Despite no evidence to the contrary, he seemed to be assuming that the threatening phone calls came from the families of his cousin’s victims. Francois maintained that in the days after the bodies were discovered, he had been in contact with Kendall Francois’s siblings, who said that they were paying more attention to their mother’s health as she dealt with the shock.

“She’s a beautiful person and a sweet lady,” said MonRay Francois.

Francois revealed that the father, whom he called “Nat,” was mild mannered, very quiet, but fun to be around, “a lot like Kendall.”

That was a first in American criminal jurisprudence. No one had ever described a serial killer as fun to be around.

Reporters flocked to ask MonRay Francois about his cousin’s early background. Francois thought there was nothing back there, in his past that could even remotely explain Kendall Francois’s actions.

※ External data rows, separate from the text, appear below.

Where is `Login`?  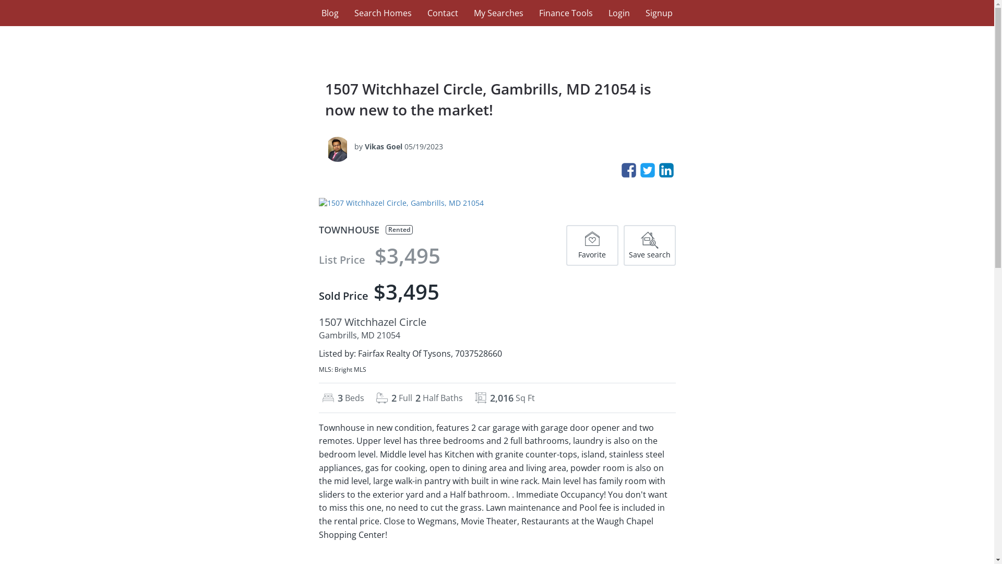
Login is located at coordinates (619, 13).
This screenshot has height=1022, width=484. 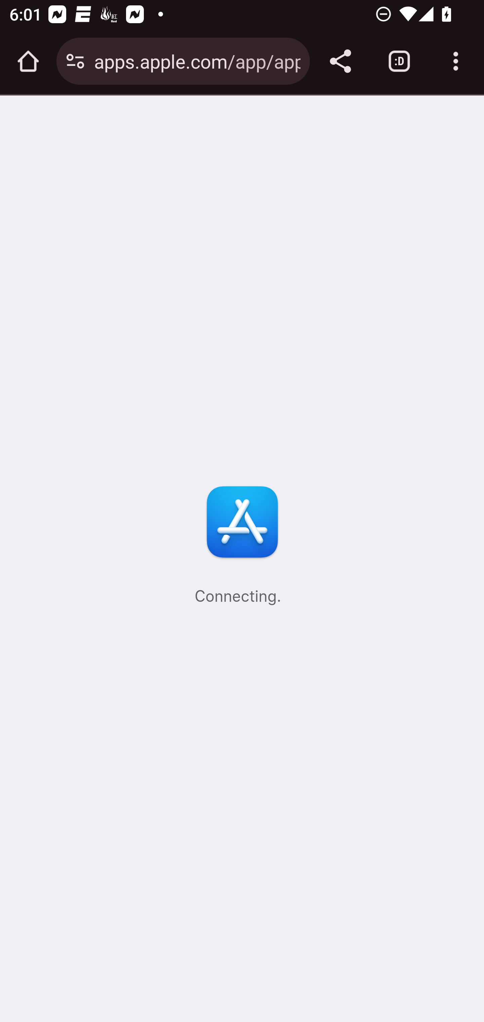 I want to click on Open the home page, so click(x=28, y=61).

“I don’t know what made him tick. We’ll have to wait for the movie,” he said.

In fact, MonRay Francois was a bit perturbed that reporters kept asking him questions, as though he were some sort of expert on his cousin, which clearly he was not.

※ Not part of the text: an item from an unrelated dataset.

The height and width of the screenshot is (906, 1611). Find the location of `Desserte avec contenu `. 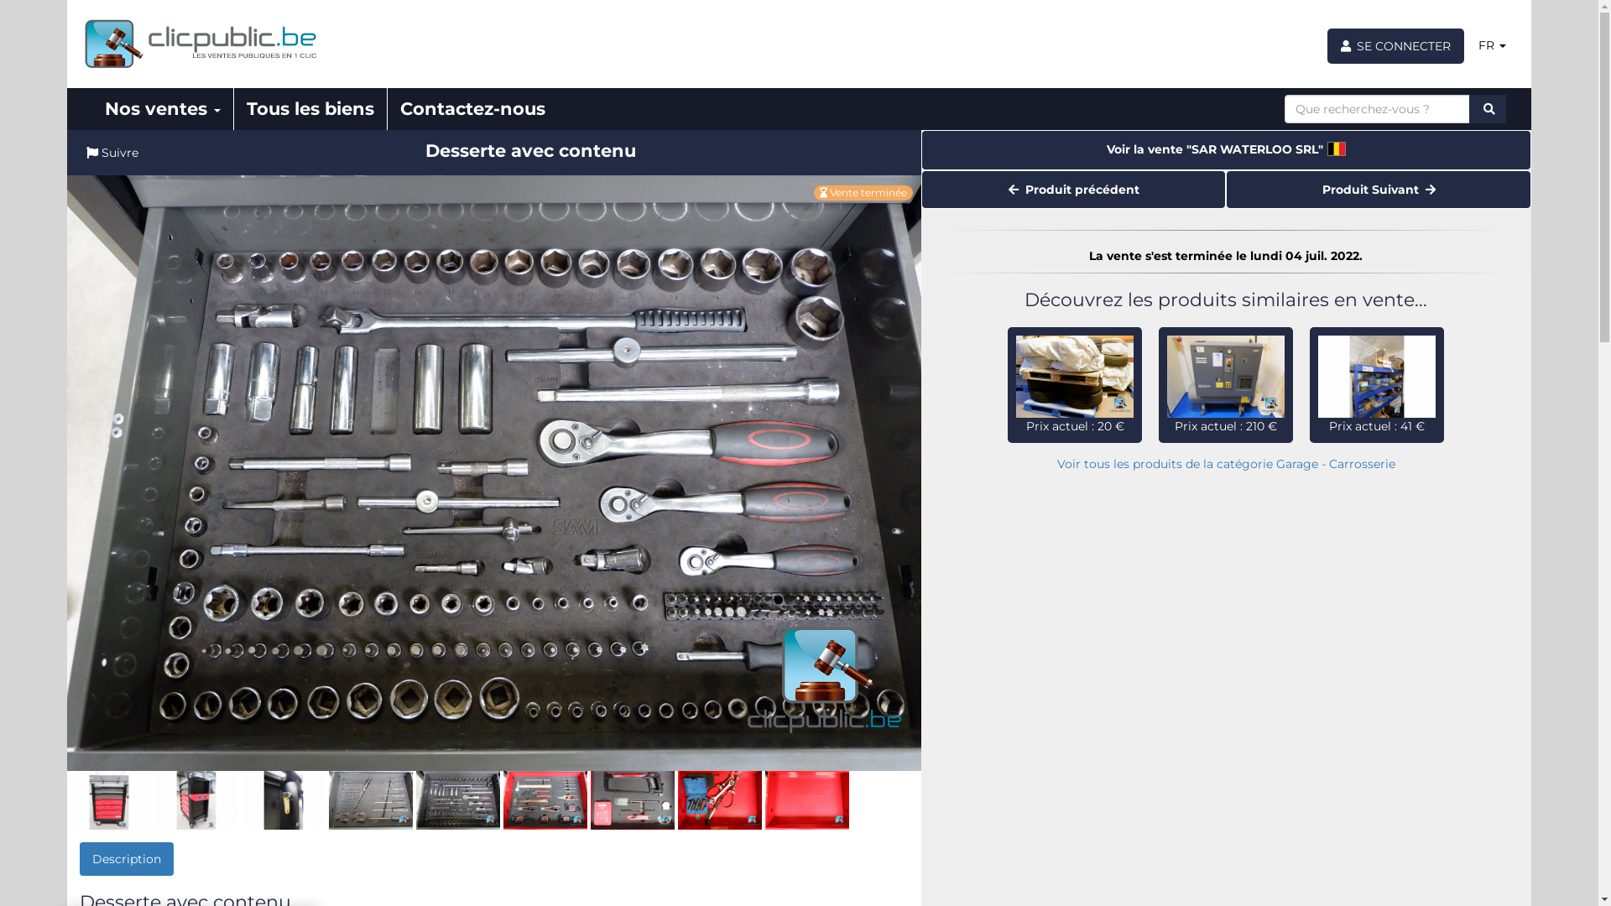

Desserte avec contenu  is located at coordinates (196, 801).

“People expect me to answer questions, thinking everybody’s so tight,” he said. “I’m sure everybody has family members they just say, ‘Hi, what’s up?’ and ‘’bye’ to, without having deep personal conversations.”

For MonRay, the whole experience was more than a bit confusing.

“I have so many questions and there’s only four people who can answer them—the people that lived in that house. And some of the questions, I’m not really sure I want the answers. For all this stuff that happened, that’s not the mild-mannered Kendall I know.”

A mild-mannered Kendall Francois was not the man the Poughkeepsie street women were familiar with. It sounded as though MonRay Francois really didn’t know his cousin very well. He also did not have an answer as to how the family lived with the stench of the rotting bodies except the one that Kendall had supplied—the odor came from a family of dead raccoons in the attic.

MonRay Francois claimed to know Catina Newmaster and Michelle Eason. How, he didn’t say. He also suspected that Kendall might have known some of the women from high school. But that was all it was, a suspicion, with no basis in fact. As for the rest of the family, MonRay said that he went out dancing with the sisters Kierstyn and Raquelle. Kendall, however, was not one of his buddies.

Commenting on the women his cousin Kendall chose as victims, Francois continued, “No matter what their lifestyle was, I don’t think they deserve that [being murdered].”

In between all the media coverage, Tommy Martin and the forensic crew continued in their work. On September 4, they positively identified Audrey Pugliese as one of the women they had taken from the attic. Identifying her through medical records, the cops also had her driver’s license, which Kendall Francois had saved as a souvenir. It was pretty damning evidence.

Tommy Martin remembered something that would aid in the identification of the victims. Martin wanted to get a crack at the one body that had the peeling skin on its fingertip. He went up to Albany and found the body he was looking for on the cold autopsy table in the antiseptic examination room. Using forceps, scalpel and tweezers, Martin removed the skin that remained on the one corpse’s pinky finger.

Once he had it, he placed it on a glass slide and lightly covered it with fingerprint ink. Then he pressed a second slide on top of the first, sandwiching the dyed skin in between. When placed under a microscope, what showed up on the skin were the ridge details of the victim’s fingerprint. It was photographed using a digital camera.

If the victim was, as suspected, a prostitute, she should have a record. The photograph of the fingerprint was scanned into a computer, which then processed it through the state’s fingerprint database of women suspected and convicted of crimes. Almost immediately, they got a hit.

The woman’s name was Wendy Meyers. It would be the third victim identified. She had been the first to disappear. A thirty-year-old known prostitute and drug user, her favorite place to pick up johns had been Poughkeepsie’s Main Street, not too far from Kendall Francois’s home.

Notified of her death, Meyers’s relatives remembered a bright, young girl who had become addicted to a substance as deadly as Francois’s strong hands.